Blood on the Tracks
sky was washed lead. A jet stitched a line down the middle.
    Nik cleared his throat. “I figured the railroad would be downsizing.”
    “What? Oh. Nik, it’s not your job. We all have our jobs. Our jobs are fine.”
    His hands went still, wrapped around his coffee mug. “Tell me.”
    My courage failed. I opened my mouth. Closed it.
    “Sydney Rose.” His voice held a warning.
    “It’s Elise.”
    “She hurt?”
    “Worse.”
    “An accident?”
    “Homicide called me.”
    He made a small noise that seemed to originate in his chest and swell through his throat. His eyelids lowered slowly over the blue irises and lifted just as slowly. As if he were moving from the first act of his life to whatever might lie beyond.
    “Wait,” he said.
    He got up, opened the cupboard over the refrigerator, and pulled out a bottle of Johnnie Walker. He poured a generous amount into his half-empty coffee cup. When he raised the bottle again, I hesitated only a moment before pushing my cup toward him.
    He poured almost as much in mine.
    We drank in silence for a few minutes, the whiskey lighting a welcome fire I’d managed to avoid for two weeks now.
    Do you drink more than one alcoholic beverage a day? the VA questionnaire asked.
    On my good days.
    Do you take street drugs or abuse prescription meds?
    Not as often as I should.
    “Where is Ellen Ann?” I asked.
    “With her sister. Spent the night. They do a sleepover the last Friday of every month, like they were still girls. Watch movies, eat popcorn.” He drained his cup and poured more whiskey in, not bothering with the coffee. When he moved to pour more for me, I waved him away.
    He set the bottle down and rubbed his hand hard over his face. “I’ve been worried about Elise. Letting all those tramps into her home. Welcoming them like they were good men who just needed a taste of God to set them straight. I told her. Goddammit, I told her.”
    He sank his face into his hands.
    I knew better than to touch him. I waited him out while he gathered himself into that tight, controlled place where he spent so much of his life. I waited and listened to the clock until I thought its steady tick would drive me mad.
    Finally he looked up.
    “What happened to her? Tell me everything.”
    I told him. Some of it. About Cohen’s phone call and going to Elise’s and the hobo sign scrawled on her wall. But not all of it. He didn’t need to know what some madman had done to his girl.
    When I finished, he stood and cleared our coffee cups, rinsing them before setting them in the sink. He cranked the window open a couple of inches to let in some air, then stood for a long time, gripping the edge of the counter and staring out the glass.
    “I am so sorry, Nik.”
    “You let them move her?”
    “The medical examiner was ready.” Nik said nothing, and I got defensive. “Wasn’t my call.”
    “So you didn’t think to pick up the phone and say, ‘Nik, get your ass down here right now’ and give me the chance to see her?” His voice cracked. “Didn’t give me the chance to know exactly what was done to her, what she suffered?”
    “It’s not how you want to remember her.”
    He slammed the sideboard. “Damn it, Sydney Rose, she’s family . It isn’t about what I want. It’s about what she deserves. We do for each other.”
    I flashed to what Detective Cohen had said before he took me in to see Elise. How patronizing I’d found him and how angry his words had made me, even though I now realized his intentions were good. “I should have called.”
    He gave me his back a few minutes longer. When he finally turned around, he was calm.
    “Who’s working it?”
    “Mike Cohen. And his partner, I assume.”
    “Cohen the guy you worked that jumper with?”
    “Yes.”
    “What are your thoughts on him?”
    He’s haunted, I wanted to say. Tired. “Decent sort. Works hard. Seems sincere enough.”
    “ Sincere . What I mean, Sydney Rose, is what kind of cop is he? What’s his record?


**THE TASK:**
Below are several records. Retype exactly those lines running from the one with "In order to click on span: 2" through the one with "What do you see at coordinates (8, 67)", end lines included, and no others.

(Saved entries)
--- START ---
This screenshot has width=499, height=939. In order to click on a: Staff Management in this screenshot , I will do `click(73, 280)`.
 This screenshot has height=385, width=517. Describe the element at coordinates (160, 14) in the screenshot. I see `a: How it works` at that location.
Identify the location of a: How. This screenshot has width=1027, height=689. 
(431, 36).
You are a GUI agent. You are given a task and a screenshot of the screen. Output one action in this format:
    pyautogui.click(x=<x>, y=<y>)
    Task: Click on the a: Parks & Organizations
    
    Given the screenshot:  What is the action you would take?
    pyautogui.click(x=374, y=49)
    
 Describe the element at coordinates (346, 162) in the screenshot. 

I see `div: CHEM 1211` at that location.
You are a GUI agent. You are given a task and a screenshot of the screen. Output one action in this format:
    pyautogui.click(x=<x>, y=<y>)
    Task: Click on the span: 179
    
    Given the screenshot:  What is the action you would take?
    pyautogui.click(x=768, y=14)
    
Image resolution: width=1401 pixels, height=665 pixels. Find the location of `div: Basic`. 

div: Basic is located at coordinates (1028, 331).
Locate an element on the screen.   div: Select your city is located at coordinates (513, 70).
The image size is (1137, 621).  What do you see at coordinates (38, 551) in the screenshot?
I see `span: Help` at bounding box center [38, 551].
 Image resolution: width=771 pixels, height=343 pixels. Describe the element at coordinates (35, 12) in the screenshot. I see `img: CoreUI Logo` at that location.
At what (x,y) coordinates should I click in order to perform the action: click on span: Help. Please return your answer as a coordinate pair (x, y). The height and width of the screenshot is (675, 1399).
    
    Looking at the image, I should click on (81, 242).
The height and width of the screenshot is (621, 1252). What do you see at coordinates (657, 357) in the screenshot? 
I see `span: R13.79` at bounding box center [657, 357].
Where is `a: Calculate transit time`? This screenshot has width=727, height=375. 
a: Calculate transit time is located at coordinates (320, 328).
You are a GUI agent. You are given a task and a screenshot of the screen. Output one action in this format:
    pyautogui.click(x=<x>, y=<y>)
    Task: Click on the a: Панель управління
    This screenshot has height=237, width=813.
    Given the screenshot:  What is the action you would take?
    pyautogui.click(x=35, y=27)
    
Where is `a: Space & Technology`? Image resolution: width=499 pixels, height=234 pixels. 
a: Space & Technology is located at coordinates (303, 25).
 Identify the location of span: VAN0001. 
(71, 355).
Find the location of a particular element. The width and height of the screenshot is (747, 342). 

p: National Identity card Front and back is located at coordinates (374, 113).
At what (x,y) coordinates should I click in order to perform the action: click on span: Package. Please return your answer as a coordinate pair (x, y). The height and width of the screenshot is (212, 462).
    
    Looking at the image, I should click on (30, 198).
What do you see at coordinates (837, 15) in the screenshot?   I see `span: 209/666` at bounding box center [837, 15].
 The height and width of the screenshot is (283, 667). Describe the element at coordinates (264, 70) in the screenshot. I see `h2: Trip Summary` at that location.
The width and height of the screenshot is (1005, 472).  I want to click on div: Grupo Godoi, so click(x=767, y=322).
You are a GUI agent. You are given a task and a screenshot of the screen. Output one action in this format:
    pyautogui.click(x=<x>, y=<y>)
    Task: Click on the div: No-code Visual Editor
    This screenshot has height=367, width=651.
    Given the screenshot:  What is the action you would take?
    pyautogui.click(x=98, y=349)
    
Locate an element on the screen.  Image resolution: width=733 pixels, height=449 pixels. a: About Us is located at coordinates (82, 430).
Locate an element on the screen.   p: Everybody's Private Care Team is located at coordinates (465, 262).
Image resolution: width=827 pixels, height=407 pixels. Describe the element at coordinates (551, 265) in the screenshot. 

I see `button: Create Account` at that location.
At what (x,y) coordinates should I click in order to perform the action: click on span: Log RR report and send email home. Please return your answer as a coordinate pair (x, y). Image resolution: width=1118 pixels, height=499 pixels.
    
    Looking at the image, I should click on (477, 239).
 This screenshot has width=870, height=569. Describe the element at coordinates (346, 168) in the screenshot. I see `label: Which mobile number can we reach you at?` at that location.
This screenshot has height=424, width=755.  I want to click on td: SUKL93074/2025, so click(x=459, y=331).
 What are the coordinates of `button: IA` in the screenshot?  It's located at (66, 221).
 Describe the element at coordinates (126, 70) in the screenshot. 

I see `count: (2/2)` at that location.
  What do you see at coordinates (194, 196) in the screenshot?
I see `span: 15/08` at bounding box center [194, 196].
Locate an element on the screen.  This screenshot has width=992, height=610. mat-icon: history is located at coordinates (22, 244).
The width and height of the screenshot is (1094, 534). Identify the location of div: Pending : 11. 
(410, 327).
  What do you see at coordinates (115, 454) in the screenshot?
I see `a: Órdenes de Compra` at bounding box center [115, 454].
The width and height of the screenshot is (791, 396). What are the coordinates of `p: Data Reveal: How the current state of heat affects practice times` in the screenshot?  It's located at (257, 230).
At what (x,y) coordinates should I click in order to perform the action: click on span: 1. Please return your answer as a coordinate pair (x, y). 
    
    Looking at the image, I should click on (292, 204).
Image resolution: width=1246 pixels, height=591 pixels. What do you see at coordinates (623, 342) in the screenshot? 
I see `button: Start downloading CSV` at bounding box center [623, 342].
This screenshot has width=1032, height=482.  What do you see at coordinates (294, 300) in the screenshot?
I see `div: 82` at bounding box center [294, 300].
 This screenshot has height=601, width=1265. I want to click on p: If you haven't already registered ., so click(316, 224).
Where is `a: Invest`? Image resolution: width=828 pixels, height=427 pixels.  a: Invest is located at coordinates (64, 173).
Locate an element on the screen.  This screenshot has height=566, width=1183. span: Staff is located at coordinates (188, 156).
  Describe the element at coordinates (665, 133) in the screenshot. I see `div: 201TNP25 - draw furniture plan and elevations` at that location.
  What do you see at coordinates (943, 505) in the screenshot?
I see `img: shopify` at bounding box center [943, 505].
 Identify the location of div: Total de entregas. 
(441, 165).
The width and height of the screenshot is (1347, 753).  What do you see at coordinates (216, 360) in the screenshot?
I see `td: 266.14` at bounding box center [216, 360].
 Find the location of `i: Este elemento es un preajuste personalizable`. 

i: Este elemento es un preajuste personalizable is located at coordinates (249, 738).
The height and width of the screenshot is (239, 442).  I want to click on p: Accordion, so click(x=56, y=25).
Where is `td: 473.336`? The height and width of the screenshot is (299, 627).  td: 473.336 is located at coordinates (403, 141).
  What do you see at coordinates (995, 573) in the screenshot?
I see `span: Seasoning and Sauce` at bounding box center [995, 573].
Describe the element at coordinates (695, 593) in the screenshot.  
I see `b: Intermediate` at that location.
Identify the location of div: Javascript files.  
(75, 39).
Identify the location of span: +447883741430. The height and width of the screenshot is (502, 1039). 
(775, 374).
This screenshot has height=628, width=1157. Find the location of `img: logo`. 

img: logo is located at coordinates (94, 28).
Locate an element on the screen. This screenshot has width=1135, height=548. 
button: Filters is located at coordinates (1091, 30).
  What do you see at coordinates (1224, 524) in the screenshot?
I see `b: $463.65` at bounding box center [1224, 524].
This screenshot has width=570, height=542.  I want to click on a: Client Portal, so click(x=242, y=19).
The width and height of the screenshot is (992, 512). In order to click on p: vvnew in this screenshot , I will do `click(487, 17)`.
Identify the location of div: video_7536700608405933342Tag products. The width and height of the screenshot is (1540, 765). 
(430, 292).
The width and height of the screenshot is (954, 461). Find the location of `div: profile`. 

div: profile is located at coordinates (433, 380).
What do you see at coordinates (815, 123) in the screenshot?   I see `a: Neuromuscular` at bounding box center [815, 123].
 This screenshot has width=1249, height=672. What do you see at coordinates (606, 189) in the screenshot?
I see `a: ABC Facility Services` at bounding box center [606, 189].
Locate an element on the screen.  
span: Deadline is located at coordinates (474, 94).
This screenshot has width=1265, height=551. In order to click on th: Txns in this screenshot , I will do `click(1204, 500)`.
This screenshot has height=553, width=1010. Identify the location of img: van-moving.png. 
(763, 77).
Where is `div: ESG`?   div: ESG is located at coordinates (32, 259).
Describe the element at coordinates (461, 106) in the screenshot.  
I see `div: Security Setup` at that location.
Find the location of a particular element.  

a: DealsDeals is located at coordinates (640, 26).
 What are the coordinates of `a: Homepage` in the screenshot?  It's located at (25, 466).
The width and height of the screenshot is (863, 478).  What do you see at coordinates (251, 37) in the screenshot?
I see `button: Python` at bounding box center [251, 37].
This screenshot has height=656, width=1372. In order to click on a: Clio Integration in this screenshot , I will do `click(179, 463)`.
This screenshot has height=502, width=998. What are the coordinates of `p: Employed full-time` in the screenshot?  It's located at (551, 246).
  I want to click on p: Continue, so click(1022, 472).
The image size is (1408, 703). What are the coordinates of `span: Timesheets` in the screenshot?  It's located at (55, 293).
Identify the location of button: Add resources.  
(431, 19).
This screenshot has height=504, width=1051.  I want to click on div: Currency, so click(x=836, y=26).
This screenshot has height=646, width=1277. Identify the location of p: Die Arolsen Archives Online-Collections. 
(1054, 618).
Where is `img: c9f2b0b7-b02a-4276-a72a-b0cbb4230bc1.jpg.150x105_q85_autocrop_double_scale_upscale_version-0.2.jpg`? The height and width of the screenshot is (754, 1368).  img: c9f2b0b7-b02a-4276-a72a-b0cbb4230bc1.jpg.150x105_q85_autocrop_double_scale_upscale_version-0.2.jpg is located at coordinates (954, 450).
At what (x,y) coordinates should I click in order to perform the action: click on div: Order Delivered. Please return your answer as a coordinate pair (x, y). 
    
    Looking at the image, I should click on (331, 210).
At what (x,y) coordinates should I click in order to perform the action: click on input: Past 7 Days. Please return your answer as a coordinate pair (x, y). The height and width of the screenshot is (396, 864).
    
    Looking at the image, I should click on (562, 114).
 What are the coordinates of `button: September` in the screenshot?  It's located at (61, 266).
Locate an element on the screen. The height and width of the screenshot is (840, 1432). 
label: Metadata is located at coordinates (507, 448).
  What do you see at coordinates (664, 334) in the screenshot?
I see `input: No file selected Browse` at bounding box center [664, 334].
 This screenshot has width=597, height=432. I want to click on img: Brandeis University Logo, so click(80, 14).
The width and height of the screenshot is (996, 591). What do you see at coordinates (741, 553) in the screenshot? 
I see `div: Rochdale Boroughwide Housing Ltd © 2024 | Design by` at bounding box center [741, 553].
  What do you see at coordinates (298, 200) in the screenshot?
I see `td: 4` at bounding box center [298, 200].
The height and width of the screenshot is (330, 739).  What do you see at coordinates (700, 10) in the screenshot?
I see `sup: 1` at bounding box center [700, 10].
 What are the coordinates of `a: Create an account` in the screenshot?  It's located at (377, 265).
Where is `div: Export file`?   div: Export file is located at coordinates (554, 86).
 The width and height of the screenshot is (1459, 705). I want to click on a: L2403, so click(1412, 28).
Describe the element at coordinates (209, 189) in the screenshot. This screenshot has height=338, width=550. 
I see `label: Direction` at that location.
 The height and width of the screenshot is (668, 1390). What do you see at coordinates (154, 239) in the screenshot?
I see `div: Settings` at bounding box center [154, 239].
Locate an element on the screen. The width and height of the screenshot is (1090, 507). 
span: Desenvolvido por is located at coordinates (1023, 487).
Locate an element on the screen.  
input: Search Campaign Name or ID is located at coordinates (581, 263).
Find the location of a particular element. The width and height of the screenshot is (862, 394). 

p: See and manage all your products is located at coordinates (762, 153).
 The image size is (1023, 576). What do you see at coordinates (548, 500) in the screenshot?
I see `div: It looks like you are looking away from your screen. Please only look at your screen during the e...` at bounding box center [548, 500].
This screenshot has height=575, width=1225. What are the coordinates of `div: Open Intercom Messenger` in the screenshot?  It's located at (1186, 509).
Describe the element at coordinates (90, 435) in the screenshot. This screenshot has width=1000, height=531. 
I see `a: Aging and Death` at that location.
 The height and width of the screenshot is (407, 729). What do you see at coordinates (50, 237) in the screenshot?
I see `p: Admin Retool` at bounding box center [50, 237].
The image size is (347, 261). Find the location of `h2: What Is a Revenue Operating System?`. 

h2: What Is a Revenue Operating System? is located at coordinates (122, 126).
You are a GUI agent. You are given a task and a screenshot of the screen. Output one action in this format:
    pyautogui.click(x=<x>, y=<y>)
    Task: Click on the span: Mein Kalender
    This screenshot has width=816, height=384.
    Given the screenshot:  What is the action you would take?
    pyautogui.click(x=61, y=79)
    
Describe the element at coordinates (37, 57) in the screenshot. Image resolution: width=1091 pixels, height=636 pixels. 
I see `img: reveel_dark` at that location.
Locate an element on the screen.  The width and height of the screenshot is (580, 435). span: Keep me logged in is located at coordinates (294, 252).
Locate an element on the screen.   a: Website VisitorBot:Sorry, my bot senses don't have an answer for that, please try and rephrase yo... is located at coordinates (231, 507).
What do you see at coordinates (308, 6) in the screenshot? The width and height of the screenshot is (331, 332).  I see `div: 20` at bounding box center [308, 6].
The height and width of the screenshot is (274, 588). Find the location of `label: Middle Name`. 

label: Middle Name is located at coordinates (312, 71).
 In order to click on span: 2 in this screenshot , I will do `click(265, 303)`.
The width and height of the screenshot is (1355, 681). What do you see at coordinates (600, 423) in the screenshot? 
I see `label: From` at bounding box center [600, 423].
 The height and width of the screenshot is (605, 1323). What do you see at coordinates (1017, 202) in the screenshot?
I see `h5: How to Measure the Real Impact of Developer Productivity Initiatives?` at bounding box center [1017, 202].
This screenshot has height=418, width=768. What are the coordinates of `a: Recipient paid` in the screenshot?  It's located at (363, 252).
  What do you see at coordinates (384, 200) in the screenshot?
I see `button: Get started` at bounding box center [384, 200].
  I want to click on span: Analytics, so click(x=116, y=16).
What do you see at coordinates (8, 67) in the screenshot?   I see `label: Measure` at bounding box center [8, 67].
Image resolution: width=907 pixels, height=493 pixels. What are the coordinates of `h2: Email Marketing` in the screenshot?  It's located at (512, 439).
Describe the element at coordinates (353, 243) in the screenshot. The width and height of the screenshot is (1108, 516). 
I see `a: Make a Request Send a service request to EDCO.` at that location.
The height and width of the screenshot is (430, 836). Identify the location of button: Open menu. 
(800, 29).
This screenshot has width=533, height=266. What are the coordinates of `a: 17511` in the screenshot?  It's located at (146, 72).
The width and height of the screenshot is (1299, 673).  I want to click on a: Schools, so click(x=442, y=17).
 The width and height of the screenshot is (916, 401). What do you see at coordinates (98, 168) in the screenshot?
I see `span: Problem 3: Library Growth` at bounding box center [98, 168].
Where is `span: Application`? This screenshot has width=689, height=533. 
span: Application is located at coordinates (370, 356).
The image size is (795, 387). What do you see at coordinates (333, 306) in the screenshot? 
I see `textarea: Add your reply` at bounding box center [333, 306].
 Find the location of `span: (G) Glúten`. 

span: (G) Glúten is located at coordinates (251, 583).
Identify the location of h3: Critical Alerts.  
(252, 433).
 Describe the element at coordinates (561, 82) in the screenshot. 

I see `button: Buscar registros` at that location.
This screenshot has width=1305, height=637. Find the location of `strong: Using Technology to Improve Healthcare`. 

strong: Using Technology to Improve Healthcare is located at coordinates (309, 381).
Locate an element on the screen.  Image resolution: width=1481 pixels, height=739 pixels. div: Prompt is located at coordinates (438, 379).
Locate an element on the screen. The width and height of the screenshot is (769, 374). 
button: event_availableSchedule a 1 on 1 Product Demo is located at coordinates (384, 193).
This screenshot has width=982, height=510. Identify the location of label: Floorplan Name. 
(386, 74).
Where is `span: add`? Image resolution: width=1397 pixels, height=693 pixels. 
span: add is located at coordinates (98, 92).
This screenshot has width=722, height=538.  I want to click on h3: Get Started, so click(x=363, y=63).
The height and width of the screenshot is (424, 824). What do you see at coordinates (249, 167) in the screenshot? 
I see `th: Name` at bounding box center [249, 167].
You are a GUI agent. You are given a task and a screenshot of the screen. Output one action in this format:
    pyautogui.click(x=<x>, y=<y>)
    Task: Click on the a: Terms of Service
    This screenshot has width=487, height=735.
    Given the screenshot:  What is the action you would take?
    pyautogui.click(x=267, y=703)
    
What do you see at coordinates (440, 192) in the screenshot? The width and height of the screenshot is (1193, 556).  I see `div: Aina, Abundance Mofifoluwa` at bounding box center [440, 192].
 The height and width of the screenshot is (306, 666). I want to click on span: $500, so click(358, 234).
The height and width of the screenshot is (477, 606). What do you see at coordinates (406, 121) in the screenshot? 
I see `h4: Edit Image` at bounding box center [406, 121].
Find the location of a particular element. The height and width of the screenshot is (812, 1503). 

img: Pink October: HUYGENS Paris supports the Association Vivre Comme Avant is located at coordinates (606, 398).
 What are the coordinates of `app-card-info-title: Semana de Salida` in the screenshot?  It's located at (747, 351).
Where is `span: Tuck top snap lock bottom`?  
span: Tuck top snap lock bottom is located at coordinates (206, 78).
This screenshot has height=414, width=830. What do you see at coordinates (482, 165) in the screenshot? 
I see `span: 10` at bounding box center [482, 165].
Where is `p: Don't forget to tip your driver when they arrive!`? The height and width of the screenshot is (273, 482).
--- END ---
**RESPONSE TO THIS EXERCISE:**
 In order to click on span: 2 in this screenshot , I will do `click(265, 303)`.
The width and height of the screenshot is (1355, 681). What do you see at coordinates (600, 423) in the screenshot? 
I see `label: From` at bounding box center [600, 423].
 The height and width of the screenshot is (605, 1323). What do you see at coordinates (1017, 202) in the screenshot?
I see `h5: How to Measure the Real Impact of Developer Productivity Initiatives?` at bounding box center [1017, 202].
This screenshot has height=418, width=768. What are the coordinates of `a: Recipient paid` in the screenshot?  It's located at (363, 252).
  What do you see at coordinates (384, 200) in the screenshot?
I see `button: Get started` at bounding box center [384, 200].
  I want to click on span: Analytics, so click(x=116, y=16).
What do you see at coordinates (8, 67) in the screenshot?   I see `label: Measure` at bounding box center [8, 67].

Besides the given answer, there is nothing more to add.